Leonardo artwork 'Salvator Mundi' sells for record fee of £341 million

A painting of Christ by Leonardo da Vinci has smashed the world record for an artwork sold at auction or privately.

Salvator Mundi, Italian for Savior of the World, fetched $450 million (£341m) when it went under the hammer at Christie's auction house in New York on Wednesday.

Fewer than 20 paintings by the Renaissance master are known to exist, and Salvator Mundi is the sole Leonardo in private hands. The auction house did not identify the buyer.

The previous highest price for a work of art at auction was $179.4m (£136m), for Pablo Picasso's painting Women of Algiers (Version O) in May 2015, also at Christie's in New York.

The highest known sale price for any artwork had been $300m (£227m), for Willem de Kooning's painting Interchange, sold privately in September 2015 by the David Geffen Foundation to hedge fund manager Kenneth C Griffin.

The opening bid was $100m (£75m). After 10 minutes, the bid was $300m. It concluded after 19 minutes with the world record fee.

The 26-inch-tall painting dates from around 1500 and shows Christ dressed in Renaissance-style robes, his right hand raised in blessing as his left hand holds a crystal sphere.

The work was once owned by King Charles I of England, but it disappeared from view until 1900, when it was acquired by a British collector, incorrectly attributed at the time to one of Leonardo’s disciple, rather than to the master himself.

The painting was sold again in 1958 and again in 2005, when it was bought by a consortium of art dealers who paid less than $10,000 (£7,600) for the badly damaged and partly painted-over piece.

The dealers restored the painting and documented its authenticity as a work by Leonardo. It was then sold to Russian billionaire Dmitry Rybolovlev in 2013 for $127.5m (£96,800) in a private sale that became the subject of a continuing lawsuit.

Christie's said most scholars agree the work is authentic, though critics have argued to restoration makes the authorship difficult to attest.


## Task details
Transcribe exactly the lines that fall between the one holding "The width and" and the one holding "Locate an element on the screen.", inclusive, from the entries below.

## Supplied data
_ _ _

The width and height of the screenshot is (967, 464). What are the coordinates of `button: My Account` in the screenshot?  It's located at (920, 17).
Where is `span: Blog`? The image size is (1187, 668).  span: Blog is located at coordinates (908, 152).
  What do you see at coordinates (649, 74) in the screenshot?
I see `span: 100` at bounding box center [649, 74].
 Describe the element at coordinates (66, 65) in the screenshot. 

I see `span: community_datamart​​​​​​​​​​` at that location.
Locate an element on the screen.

_ _ _

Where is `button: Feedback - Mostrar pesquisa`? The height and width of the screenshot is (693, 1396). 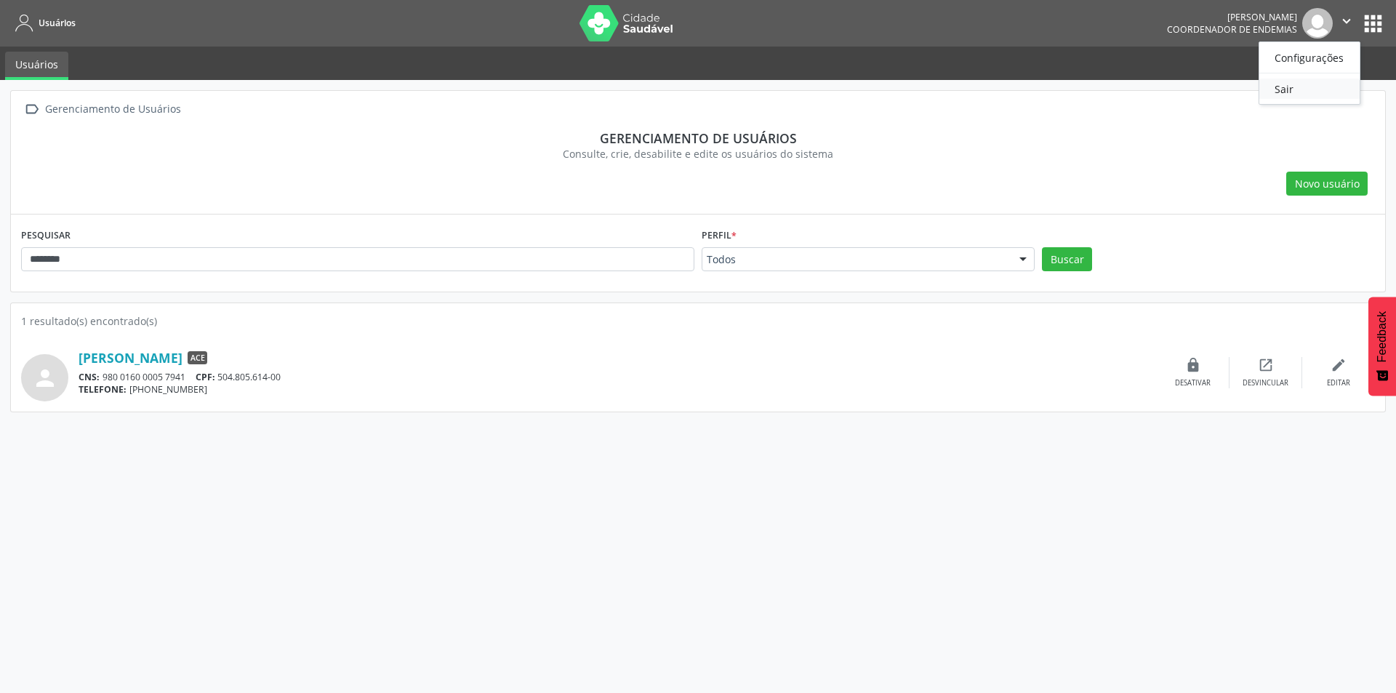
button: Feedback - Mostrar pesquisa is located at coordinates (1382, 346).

_ _ _

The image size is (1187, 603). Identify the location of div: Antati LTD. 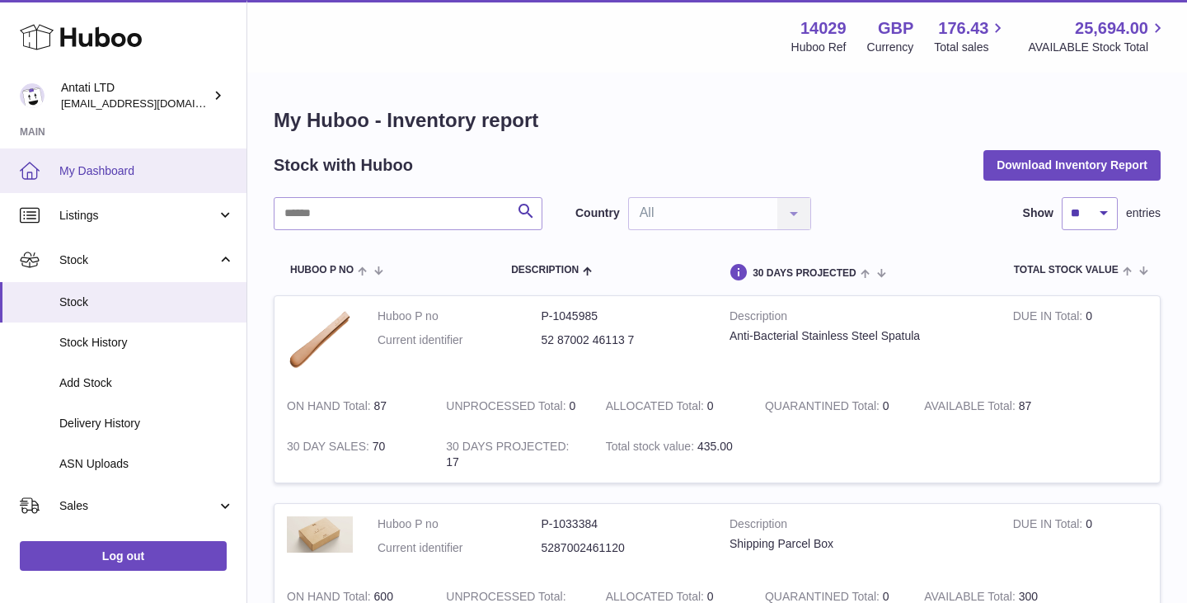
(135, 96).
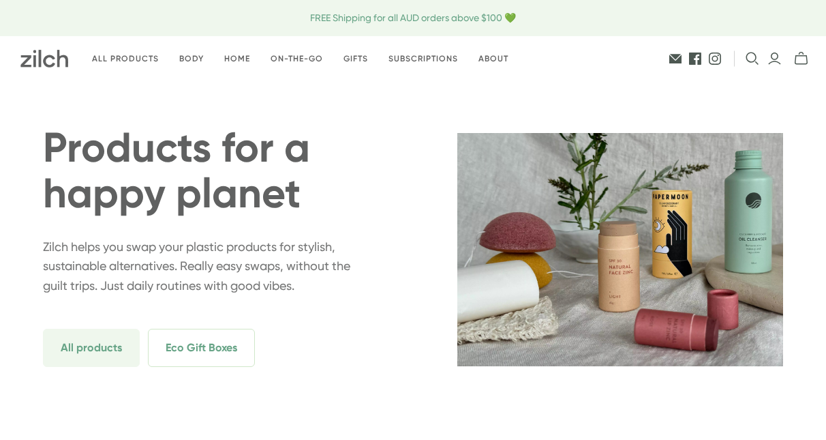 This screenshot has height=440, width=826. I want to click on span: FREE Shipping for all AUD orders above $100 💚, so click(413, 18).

_ _ _

## Reply to the exercise
The width and height of the screenshot is (967, 464). What are the coordinates of `button: My Account` in the screenshot?  It's located at (920, 17).
Where is `span: Blog`? The image size is (1187, 668).  span: Blog is located at coordinates (908, 152).
  What do you see at coordinates (649, 74) in the screenshot?
I see `span: 100` at bounding box center [649, 74].
 Describe the element at coordinates (66, 65) in the screenshot. 

I see `span: community_datamart​​​​​​​​​​` at that location.
Locate an element on the screen.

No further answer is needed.